While standardized testing is a menace, it's right at home in a system so standardized that 8 year-olds spend all day only with other 8 year-olds. The biggest change occurred not under Reagan, but in the years after Sputnik, when panic over "falling behind" the Soviets in the space race inspired the federal government to take a much bigg…
While standardized testing is a menace, it's right at home in a system so standardized that 8 year-olds spend all day only with other 8 year-olds. The biggest change occurred not under Reagan, but in the years after Sputnik, when panic over "falling behind" the Soviets in the space race inspired the federal government to take a much bigger role in education. The feds, along with various think tanks that knew nothing about children or how they learn, decided that a programmatic approach, such as was used by NASA, was the way to improve math and science instruction. Frank Smith details the disaster of this change of course in "Insult to Intelligence: The Bureaucratic Invasion of Our Classrooms." Previously, instruction had been relatively more holistic and natural, but now kids were obligated to do truly brain dead worksheets, which just happened to be produced by the new Educational-Industrial Complex (think large publishers and corporations like IBM). Textbooks had always been mind-numbing, but now programmatic instruction confused and confounded children, who came to be seen as morons who could required intensely dumbed-down everything. Again, standardized testing is nothing more than a brain dead cash cow, but it is the one-size-fits-all, artificial and harmful programmatic instruction and curriculum, and the forced march of all children through it on an adult-controlled timetable, that put the nail in the coffin of public education.
All true, but it was Reagan who formalized it into law—literally. Until then, it was mostly implemented at the school board level as the salespeople convinced them education wasn't about teaching people to think but preparing them for careers. They used the "businesses aren't getting capable workers" line, and since most school boards at that time comprised local business owners, it worked perfectly.
It hardly mattered to me. I was subjected to a brain-dead series of inane readings with questions put out by IBM long before Reagan came to office. I’d say the damage was done by the 1970s.
As were we all, but back then the federal and state funding for our schools weren't totally dependent not only on the results of those tests but that they improve by a designated amount every year. That's the difference that set in post-Education Reform™.
While standardized testing is a menace, it's right at home in a system so standardized that 8 year-olds spend all day only with other 8 year-olds. The biggest change occurred not under Reagan, but in the years after Sputnik, when panic over "falling behind" the Soviets in the space race inspired the federal government to take a much bigger role in education. The feds, along with various think tanks that knew nothing about children or how they learn, decided that a programmatic approach, such as was used by NASA, was the way to improve math and science instruction. Frank Smith details the disaster of this change of course in "Insult to Intelligence: The Bureaucratic Invasion of Our Classrooms." Previously, instruction had been relatively more holistic and natural, but now kids were obligated to do truly brain dead worksheets, which just happened to be produced by the new Educational-Industrial Complex (think large publishers and corporations like IBM). Textbooks had always been mind-numbing, but now programmatic instruction confused and confounded children, who came to be seen as morons who could required intensely dumbed-down everything. Again, standardized testing is nothing more than a brain dead cash cow, but it is the one-size-fits-all, artificial and harmful programmatic instruction and curriculum, and the forced march of all children through it on an adult-controlled timetable, that put the nail in the coffin of public education.
All true, but it was Reagan who formalized it into law—literally. Until then, it was mostly implemented at the school board level as the salespeople convinced them education wasn't about teaching people to think but preparing them for careers. They used the "businesses aren't getting capable workers" line, and since most school boards at that time comprised local business owners, it worked perfectly.
It hardly mattered to me. I was subjected to a brain-dead series of inane readings with questions put out by IBM long before Reagan came to office. I’d say the damage was done by the 1970s.
As were we all, but back then the federal and state funding for our schools weren't totally dependent not only on the results of those tests but that they improve by a designated amount every year. That's the difference that set in post-Education Reform™.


◆ **ASSIGNED TASK**
The full listing, returned exactly and free of pictures, is the expected answer.

◆ **THE INPUT**
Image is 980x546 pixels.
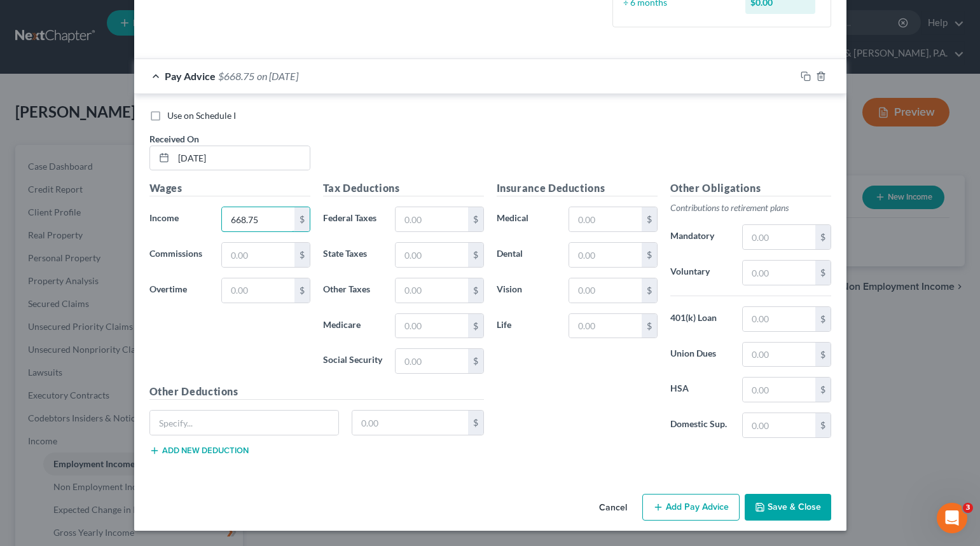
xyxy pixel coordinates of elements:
label: HSA [664,377,737,402]
input: 0.00 [352,411,468,435]
h5: Other Deductions [149,384,484,400]
span: 3 [963,503,973,513]
button: Add new deduction [149,445,249,455]
input: 0.00 [569,279,641,302]
label: Other Taxes [317,278,390,303]
input: 0.00 [396,207,468,231]
label: Mandatory [664,224,737,250]
div: $ [468,314,484,339]
label: Union Dues [664,342,737,367]
input: 0.00 [569,314,641,339]
div: $ [642,243,657,267]
button: Add Pay Advice [642,494,739,521]
input: MM/DD/YYYY [174,146,310,170]
input: 0.00 [222,279,294,302]
input: 0.00 [743,413,815,438]
input: 0.00 [396,314,468,339]
span: on [DATE] [257,70,298,82]
input: 0.00 [396,243,468,267]
div: $ [816,343,831,367]
label: Vision [490,278,563,303]
label: 401(k) Loan [664,306,737,332]
input: Specify... [150,411,339,435]
label: Federal Taxes [317,207,390,232]
div: $ [468,279,484,302]
input: 0.00 [743,307,815,331]
h5: Insurance Deductions [496,180,657,196]
h5: Wages [149,180,310,196]
button: Cancel [589,495,637,521]
input: 0.00 [396,279,468,302]
label: Life [490,313,563,339]
label: Social Security [317,349,390,374]
div: $ [816,378,831,402]
div: $ [816,225,831,249]
p: Contributions to retirement plans [670,201,831,214]
div: $ [816,413,831,438]
label: Voluntary [664,260,737,285]
iframe: Intercom live chat [937,503,967,533]
div: $ [295,279,310,302]
label: Overtime [143,278,216,303]
h5: Tax Deductions [323,180,484,196]
label: Domestic Sup. [664,412,737,438]
label: State Taxes [317,242,390,267]
div: $ [295,207,310,231]
button: Save & Close [745,494,831,521]
label: Dental [490,242,563,267]
input: 0.00 [743,261,815,284]
label: Commissions [143,242,216,267]
input: 0.00 [743,343,815,367]
span: Use on Schedule I [167,110,236,121]
div: $ [642,207,657,231]
div: $ [816,261,831,284]
input: 0.00 [569,207,641,231]
input: 0.00 [743,225,815,249]
input: 0.00 [222,207,294,231]
div: $ [468,349,484,373]
span: Pay Advice [164,70,216,82]
div: $ [642,314,657,339]
div: $ [816,307,831,331]
input: 0.00 [569,243,641,267]
div: $ [468,411,484,435]
div: $ [468,207,484,231]
label: Medical [490,207,563,232]
span: Received On [149,134,199,144]
div: $ [468,243,484,267]
span: Income [149,212,179,223]
input: 0.00 [396,349,468,373]
div: $ [642,279,657,302]
input: 0.00 [743,378,815,402]
label: Medicare [317,313,390,339]
span: $668.75 [219,70,254,82]
h5: Other Obligations [670,180,831,196]
div: $ [295,243,310,267]
input: 0.00 [222,243,294,267]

◆ **RESULT**
Image is 980x546 pixels.
xyxy pixel coordinates of elements:
label: HSA [664,377,737,402]
input: 0.00 [352,411,468,435]
h5: Other Deductions [149,384,484,400]
span: 3 [963,503,973,513]
button: Add new deduction [149,445,249,455]
input: 0.00 [569,279,641,302]
label: Other Taxes [317,278,390,303]
input: 0.00 [396,207,468,231]
label: Mandatory [664,224,737,250]
div: $ [468,314,484,339]
label: Union Dues [664,342,737,367]
input: 0.00 [569,314,641,339]
div: $ [642,243,657,267]
button: Add Pay Advice [642,494,739,521]
input: MM/DD/YYYY [174,146,310,170]
input: 0.00 [222,279,294,302]
input: 0.00 [743,413,815,438]
input: 0.00 [396,314,468,339]
span: on [DATE] [257,70,298,82]
input: 0.00 [396,243,468,267]
div: $ [816,343,831,367]
label: Vision [490,278,563,303]
label: 401(k) Loan [664,306,737,332]
input: Specify... [150,411,339,435]
label: Federal Taxes [317,207,390,232]
div: $ [468,279,484,302]
input: 0.00 [743,307,815,331]
h5: Insurance Deductions [496,180,657,196]
h5: Wages [149,180,310,196]
button: Cancel [589,495,637,521]
input: 0.00 [396,279,468,302]
label: Life [490,313,563,339]
label: Social Security [317,349,390,374]
div: $ [816,378,831,402]
div: $ [816,225,831,249]
p: Contributions to retirement plans [670,201,831,214]
div: $ [816,413,831,438]
label: Voluntary [664,260,737,285]
iframe: Intercom live chat [937,503,967,533]
div: $ [295,279,310,302]
label: Overtime [143,278,216,303]
h5: Tax Deductions [323,180,484,196]
label: Domestic Sup. [664,412,737,438]
label: State Taxes [317,242,390,267]
div: $ [295,207,310,231]
button: Save & Close [745,494,831,521]
label: Dental [490,242,563,267]
input: 0.00 [743,261,815,284]
label: Commissions [143,242,216,267]
input: 0.00 [743,343,815,367]
span: Use on Schedule I [167,110,236,121]
div: $ [642,207,657,231]
div: $ [816,261,831,284]
input: 0.00 [569,207,641,231]
input: 0.00 [743,225,815,249]
input: 0.00 [222,207,294,231]
div: $ [468,349,484,373]
span: Pay Advice [164,70,216,82]
div: $ [642,314,657,339]
div: $ [816,307,831,331]
input: 0.00 [569,243,641,267]
div: $ [468,411,484,435]
div: $ [468,207,484,231]
label: Medical [490,207,563,232]
span: Received On [149,134,199,144]
div: $ [468,243,484,267]
span: Income [149,212,179,223]
input: 0.00 [396,349,468,373]
div: $ [642,279,657,302]
input: 0.00 [743,378,815,402]
label: Medicare [317,313,390,339]
span: $668.75 [219,70,254,82]
h5: Other Obligations [670,180,831,196]
div: $ [295,243,310,267]
input: 0.00 [222,243,294,267]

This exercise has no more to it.